Abstract
My technical project and my STS research paper are connected through the shared problem of GPU benchmark modernization. However, while both address the question of evaluating contemporary GPU systems, they do it differently. My technical project investigates ways to improve GPU benchmarking by updating the benchmark design and content. It looks at how researchers can update benchmarking to better account for modern GPUs' workload requirements, runtime behavior, and architectural differences. My STS paper, on the other hand, tries to explain why researchers use benchmarks that they know to be problematic. Therefore, both papers deal with benchmark change. While one focuses on how benchmark change can be achieved, the other explains why benchmark change is often constrained.
My technical report proposes a systematic method for the development of GPU benchmark suite updates based on workload updates, algorithm improvement, changes to data set characteristics, and updated evaluation techniques that reflect current GPUs. In fact, legacy benchmarking suites, like Rodinia, rely upon older hardware and software, ignoring many architectural aspects of GPUs, like increased parallelism and a more complex memory hierarchy. My research addresses all of these deficiencies through changes to workload characteristics, modifications to algorithms in order to incorporate modern parallel computing considerations, and increased data set sizes that challenge GPUs. Additionally, the evaluation technique is modified to produce results that represent performance characteristics and differences at a more accurate level – namely, separating out kernel-level performance from overall performance and incorporating additional GPU performance metrics, such as cache behavior and occupancy.
My STS research paper discusses the persistence of benchmarking norms that become institutionalized over time. Drawing on Thomas P. Hughes’s theory of technological momentum, I argue that mature sociotechnical systems become difficult to redirect as infrastructure, routines, and expectations accumulate around them. To illustrate this point, I present Altis and Cactus – two benchmarking projects that aim to modernize GPU benchmarking yet are bound to legacy workloads, routines, and conventions. As I argue in my paper, legacy persistence is caused by three factors. Norms of comparability institutionalize older workloads as a standard of reference, simulator- and infrastructure-driven constraints ensure portability of the installed base of kernels, and evaluation pipelines reinforce the continuity through feedback loops.
Working on these two projects together made each one stronger. My technical project helped me understand why benchmark modernization is necessary and what specific limitations exist in older benchmark suites. At the same time, my STS research showed me that technical improvement alone is not enough to change evaluation practice. A benchmark suite also has to fit within an existing research community shaped by shared norms, tools, and expectations. This changed how I think about technical design. I now see benchmark modernization not only as a matter of creating better workloads, but also as a sociotechnical challenge involving adoption, legitimacy, and continuity. Together, these projects helped me see that successful engineering work depends not only on technical improvement, but also on understanding the systems of practice in which new designs must operate.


## Your assignment
From the records below, copy out each line that has the word "object".

[Stored data]
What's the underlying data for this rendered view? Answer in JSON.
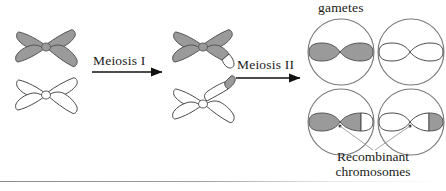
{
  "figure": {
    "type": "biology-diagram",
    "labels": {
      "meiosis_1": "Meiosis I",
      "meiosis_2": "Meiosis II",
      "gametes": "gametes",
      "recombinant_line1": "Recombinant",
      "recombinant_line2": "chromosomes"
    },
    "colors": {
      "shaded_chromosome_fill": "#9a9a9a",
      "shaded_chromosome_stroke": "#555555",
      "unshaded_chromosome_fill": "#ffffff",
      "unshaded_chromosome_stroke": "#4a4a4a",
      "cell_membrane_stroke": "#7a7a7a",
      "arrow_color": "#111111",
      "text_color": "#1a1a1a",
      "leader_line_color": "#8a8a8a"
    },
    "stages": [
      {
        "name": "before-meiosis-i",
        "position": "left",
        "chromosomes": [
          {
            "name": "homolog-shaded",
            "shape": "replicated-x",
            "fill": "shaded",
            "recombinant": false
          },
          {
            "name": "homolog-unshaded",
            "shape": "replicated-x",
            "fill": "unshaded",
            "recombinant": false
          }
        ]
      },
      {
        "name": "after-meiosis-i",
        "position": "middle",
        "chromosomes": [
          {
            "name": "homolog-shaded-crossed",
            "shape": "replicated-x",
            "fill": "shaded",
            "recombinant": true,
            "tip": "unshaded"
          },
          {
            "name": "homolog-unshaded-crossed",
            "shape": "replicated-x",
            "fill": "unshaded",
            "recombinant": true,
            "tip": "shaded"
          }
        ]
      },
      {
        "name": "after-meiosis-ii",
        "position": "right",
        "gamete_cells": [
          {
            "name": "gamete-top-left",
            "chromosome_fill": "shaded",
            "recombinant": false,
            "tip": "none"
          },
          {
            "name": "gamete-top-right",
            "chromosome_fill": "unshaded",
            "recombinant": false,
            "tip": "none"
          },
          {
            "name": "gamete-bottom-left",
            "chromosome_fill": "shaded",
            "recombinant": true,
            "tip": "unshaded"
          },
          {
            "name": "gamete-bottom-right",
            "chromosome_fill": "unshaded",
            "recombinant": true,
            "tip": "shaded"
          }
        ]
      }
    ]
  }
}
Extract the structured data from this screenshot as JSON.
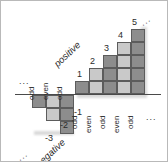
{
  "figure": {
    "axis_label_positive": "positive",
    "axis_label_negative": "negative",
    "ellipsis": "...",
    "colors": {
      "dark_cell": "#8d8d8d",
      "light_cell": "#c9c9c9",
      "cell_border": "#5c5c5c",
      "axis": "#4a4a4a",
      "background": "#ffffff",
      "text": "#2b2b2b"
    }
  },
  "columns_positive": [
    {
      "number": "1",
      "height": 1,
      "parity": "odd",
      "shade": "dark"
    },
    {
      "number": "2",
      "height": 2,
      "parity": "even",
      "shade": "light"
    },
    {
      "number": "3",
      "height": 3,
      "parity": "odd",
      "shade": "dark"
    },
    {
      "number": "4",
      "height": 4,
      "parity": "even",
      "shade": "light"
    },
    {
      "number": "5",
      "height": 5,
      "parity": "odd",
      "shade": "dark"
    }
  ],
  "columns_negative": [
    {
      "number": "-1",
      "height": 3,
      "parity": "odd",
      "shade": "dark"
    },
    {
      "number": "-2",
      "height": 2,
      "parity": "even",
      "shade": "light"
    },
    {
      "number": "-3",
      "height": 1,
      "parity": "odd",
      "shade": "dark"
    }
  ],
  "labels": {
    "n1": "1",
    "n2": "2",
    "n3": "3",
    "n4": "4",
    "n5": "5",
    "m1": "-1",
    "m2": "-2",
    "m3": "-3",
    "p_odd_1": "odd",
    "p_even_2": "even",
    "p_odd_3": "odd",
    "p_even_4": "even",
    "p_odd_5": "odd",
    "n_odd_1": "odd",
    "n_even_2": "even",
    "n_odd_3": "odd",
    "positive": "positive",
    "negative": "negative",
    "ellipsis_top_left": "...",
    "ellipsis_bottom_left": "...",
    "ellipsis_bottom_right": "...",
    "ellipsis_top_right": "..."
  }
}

---

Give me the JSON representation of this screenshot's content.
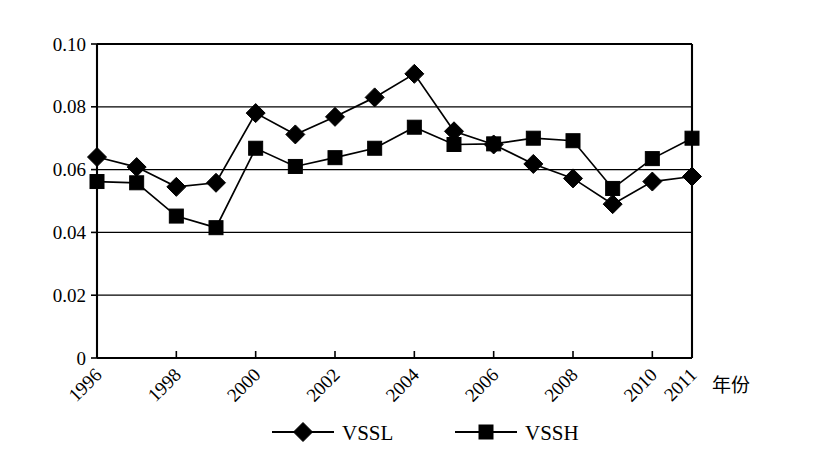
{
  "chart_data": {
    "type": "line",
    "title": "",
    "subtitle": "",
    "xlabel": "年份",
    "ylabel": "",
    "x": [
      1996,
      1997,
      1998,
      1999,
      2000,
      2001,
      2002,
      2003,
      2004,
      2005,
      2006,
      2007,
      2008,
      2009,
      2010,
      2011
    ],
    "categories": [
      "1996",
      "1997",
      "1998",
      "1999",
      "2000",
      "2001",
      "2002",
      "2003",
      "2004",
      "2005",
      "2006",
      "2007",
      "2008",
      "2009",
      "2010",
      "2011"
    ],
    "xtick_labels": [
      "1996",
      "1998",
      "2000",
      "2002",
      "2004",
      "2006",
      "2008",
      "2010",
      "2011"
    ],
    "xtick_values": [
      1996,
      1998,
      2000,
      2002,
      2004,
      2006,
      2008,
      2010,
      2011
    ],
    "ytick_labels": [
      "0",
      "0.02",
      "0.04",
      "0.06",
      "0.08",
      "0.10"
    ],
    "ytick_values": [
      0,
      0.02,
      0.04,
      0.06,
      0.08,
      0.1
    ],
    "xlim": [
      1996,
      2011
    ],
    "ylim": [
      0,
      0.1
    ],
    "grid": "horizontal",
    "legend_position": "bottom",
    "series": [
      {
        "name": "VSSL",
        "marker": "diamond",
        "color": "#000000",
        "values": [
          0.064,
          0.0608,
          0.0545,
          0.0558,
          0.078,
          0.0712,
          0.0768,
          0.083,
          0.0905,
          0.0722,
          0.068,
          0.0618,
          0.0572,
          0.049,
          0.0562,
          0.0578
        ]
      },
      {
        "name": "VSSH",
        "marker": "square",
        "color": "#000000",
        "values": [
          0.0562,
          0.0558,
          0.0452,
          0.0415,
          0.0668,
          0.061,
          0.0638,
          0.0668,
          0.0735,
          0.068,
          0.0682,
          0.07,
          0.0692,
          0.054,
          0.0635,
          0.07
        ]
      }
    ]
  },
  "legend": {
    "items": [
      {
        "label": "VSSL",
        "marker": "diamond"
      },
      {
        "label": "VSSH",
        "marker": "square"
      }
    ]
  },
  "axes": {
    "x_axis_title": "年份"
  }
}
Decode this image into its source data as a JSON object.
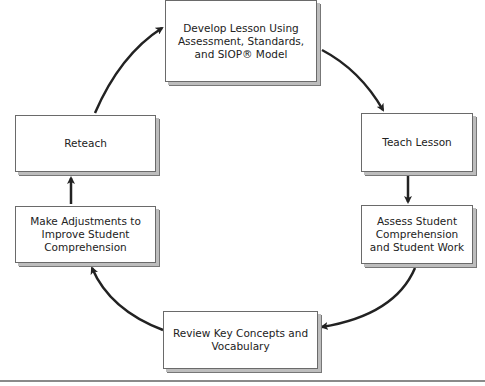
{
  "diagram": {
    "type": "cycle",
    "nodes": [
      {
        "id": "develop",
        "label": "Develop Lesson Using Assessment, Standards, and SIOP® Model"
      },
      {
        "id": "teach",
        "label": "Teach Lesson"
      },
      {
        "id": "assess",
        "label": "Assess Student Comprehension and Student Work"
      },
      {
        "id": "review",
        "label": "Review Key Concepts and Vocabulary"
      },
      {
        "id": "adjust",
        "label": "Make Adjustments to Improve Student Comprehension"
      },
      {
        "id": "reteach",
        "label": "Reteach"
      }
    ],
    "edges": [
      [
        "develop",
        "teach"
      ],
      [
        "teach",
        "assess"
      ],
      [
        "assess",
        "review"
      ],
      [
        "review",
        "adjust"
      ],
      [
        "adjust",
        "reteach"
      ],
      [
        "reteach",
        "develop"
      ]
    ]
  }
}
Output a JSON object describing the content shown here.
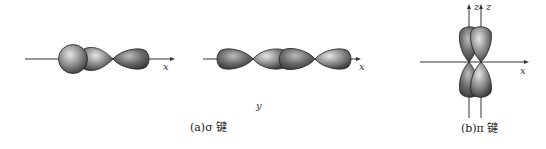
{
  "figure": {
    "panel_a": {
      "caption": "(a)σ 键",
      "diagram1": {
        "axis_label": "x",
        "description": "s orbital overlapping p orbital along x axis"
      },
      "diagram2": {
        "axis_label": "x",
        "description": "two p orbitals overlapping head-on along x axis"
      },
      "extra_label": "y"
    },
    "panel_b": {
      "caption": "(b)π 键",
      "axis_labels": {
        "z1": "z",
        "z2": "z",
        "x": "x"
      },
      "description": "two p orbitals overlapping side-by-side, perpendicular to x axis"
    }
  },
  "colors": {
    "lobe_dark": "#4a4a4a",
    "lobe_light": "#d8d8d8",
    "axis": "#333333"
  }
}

==

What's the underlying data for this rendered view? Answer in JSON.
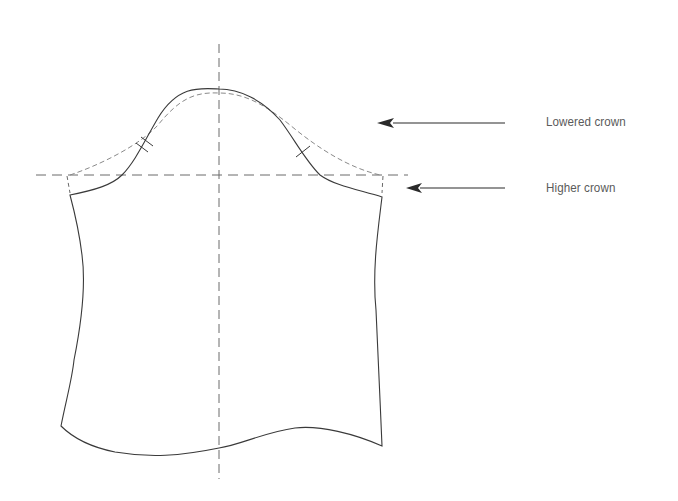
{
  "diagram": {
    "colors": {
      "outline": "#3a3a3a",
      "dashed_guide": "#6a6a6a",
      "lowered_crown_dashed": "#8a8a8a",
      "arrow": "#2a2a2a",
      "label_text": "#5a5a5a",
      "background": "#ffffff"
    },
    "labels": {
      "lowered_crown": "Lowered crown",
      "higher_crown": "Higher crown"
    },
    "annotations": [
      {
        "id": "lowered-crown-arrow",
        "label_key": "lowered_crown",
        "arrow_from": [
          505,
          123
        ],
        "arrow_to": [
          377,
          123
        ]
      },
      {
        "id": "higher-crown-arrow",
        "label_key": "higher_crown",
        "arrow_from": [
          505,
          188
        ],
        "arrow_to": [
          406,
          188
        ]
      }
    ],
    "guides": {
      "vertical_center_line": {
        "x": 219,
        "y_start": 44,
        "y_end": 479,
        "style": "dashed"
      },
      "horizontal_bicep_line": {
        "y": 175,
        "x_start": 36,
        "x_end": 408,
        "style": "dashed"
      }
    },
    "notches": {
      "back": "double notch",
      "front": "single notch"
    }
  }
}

## Worked solution
Decode this image into its source data as a JSON object.
Output a JSON object describing the content shown here.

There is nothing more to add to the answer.